Beulah
Cryptography Researcher
Who are you, what do you work on, and how are you funded?
I'm Beulah Evanjalin, a math and cryptography enthusiast working on Nested MuSig2, which is an advanced multi-signature scheme for Bitcoin. I'm funded by a one-year grant from both Second and Vora, with mentorship from Jesse Posner at Vora.
What areas do you specialize in and what is your day-to-day like?
My work sits at the intersection of cryptography and Bitcoin infrastructure. I'm implementing Nested MuSig2 in the secp256k1-zkp library and drafting a BIP for it. The core idea is that MuSig2 lets you combine multiple public keys into a single aggregated key. The nested version takes that further; you can aggregate keys, then aggregate those aggregated keys again, and keep going. What you end up with on-chain is a single Taproot key that looks completely ordinary. Nobody can tell whether it's one person, a 3-of-5 setup, or a multi-device configuration. All that internal structure is completely private.
Why does this matter? Think about something like Ark, where an operator server needs to sign collaboratively across multiple machines in different locations. Today, that server holds one master key, which is a single point of failure. Nested MuSig lets you split that key across machines securely, and the user on the other side experiences none of that complexity. That's the kind of improvement I find genuinely exciting. Serious security gains with zero added friction for users.
Day-to-day, I'm reading through research papers, digging into the algorithm and workings, writing and testing code, and meeting weekly with Jesse to go over the hard parts. Implementing the nested case is non-trivial, so a lot of my time goes into really understanding why things work, not just making them work.
What was your entrypoint into bitcoin open-source software (BOSS)? What is your background and how did you get started?
My background is in mathematics. I did my undergrad in math and my master's in computer science. So when I first encountered Bitcoin, what grabbed me wasn't the price or the narrative. It was the construction. Elliptic curve cryptography, hash functions, Schnorr signatures, and many. I wanted to understand all of it from first principles. I was working as a backend developer at the time, typical API work, fixing production issues, keeping things running. It paid the bills but wasn't where my heart was. So I started spending evenings and weekends going deeper into cryptography. Eventually, I found Chaincode Labs' Bitcoin open-source program, which was the real turning point. I got to contribute to the secp256k1 library and work on FROST, and that experience made it clear this was the direction I wanted to go.
What has the journey been like to get to where you are now? How did you get funded for the first time?
For a long time, I was learning mostly through self-study, figuring things out as I went, but without much structure or feedback. I didn't know how to measure whether I was on the right track or what to focus on next. The BOSS Challenge changed that. It was intense and demanding in a way that was genuinely useful, because it forced me to produce real work and get real feedback, not just accumulate knowledge privately.
The funding came out of that momentum. I had been contributing to secp256k1-zkp and building a relationship with Jesse through the mentorship. When Second and Vora saw the work and recognized that nested MuSig was something both Bark and Vora's Lightning implementation needed, everything fell into place.
What is your favorite thing about working in BOSS (bitcoin open-source software)?
The fact that what I build belongs to everyone. When this implementation lands in secp256k1-zkp, any Bitcoin project can use it, not just the ones funding me. That feels meaningfully different from building a feature for one company's product. Also, it's the community. I'm not someone who naturally dominates discussions; I'm more of a listener. But in this space, that actually works in your favour. The conversations happening on Delving Bitcoin, in pull request reviews, in mailing groups, in mentorship sessions... they're dense, technical, and genuinely worth paying attention to.
What are some of the unique challenges of working in BOSS? What are things that may sound unexpected to people outside of the ecosystem?
Autonomy is both the best and the hardest part. Nobody is handing you a ticket and saying, "build this by Friday." You have to develop your own judgment about what's technically sound, what's worth pursuing, and what's ready to share. That's a skill in itself, and it takes time to build.
Something that genuinely surprised me is how much of the work is communication. You're writing BIPs, posting on Bitcoin groups, explaining your reasoning in pull request reviews, and writing documentation. The implementation is only part of it. If you can't articulate why your approach is correct and why it matters, the work doesn't land the way it should.
How is this different from other jobs you have had?
In my previous roles, the feedback loops and the goals were fast: ship the feature, fix the bug, keep the system running. But here, I might spend weeks deep in a research paper before writing a single line of code, and that's not only acceptable; it's necessary. It's also the first time I feel like my mathematical background is genuinely being used.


:: PROBLEM REQUIREMENTS ::
Find the word "wall" below. Copy each line that has it.

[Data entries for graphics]
-- -- --

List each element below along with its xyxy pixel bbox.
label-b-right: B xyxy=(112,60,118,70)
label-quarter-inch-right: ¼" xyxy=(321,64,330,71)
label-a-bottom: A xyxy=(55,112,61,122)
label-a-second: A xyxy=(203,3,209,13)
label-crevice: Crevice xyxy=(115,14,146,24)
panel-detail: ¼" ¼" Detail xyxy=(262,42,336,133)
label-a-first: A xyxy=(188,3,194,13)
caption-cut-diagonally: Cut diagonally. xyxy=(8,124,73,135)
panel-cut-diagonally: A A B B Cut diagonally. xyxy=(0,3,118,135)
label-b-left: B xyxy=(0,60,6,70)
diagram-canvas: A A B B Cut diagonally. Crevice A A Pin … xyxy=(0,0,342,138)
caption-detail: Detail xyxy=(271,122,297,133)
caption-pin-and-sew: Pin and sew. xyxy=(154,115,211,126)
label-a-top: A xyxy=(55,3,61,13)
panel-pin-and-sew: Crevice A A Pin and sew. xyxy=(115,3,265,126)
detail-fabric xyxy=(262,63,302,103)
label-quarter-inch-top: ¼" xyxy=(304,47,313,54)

-- -- --

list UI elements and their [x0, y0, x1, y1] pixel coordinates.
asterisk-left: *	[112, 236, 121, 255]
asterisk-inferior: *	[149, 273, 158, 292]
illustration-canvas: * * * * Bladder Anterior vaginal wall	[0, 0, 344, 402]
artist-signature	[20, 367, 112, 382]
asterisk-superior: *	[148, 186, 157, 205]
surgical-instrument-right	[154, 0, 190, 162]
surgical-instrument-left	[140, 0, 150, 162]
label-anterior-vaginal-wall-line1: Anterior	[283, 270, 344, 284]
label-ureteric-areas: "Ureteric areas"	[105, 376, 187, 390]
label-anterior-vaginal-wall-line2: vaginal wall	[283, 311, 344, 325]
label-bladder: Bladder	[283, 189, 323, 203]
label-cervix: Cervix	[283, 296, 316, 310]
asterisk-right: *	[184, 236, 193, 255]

-- -- --

:: TASK RESULT ::
illustration-canvas: * * * * Bladder Anterior vaginal wall	[0, 0, 344, 402]
label-anterior-vaginal-wall-line1: Anterior	[283, 270, 344, 284]
label-anterior-vaginal-wall-line2: vaginal wall	[283, 311, 344, 325]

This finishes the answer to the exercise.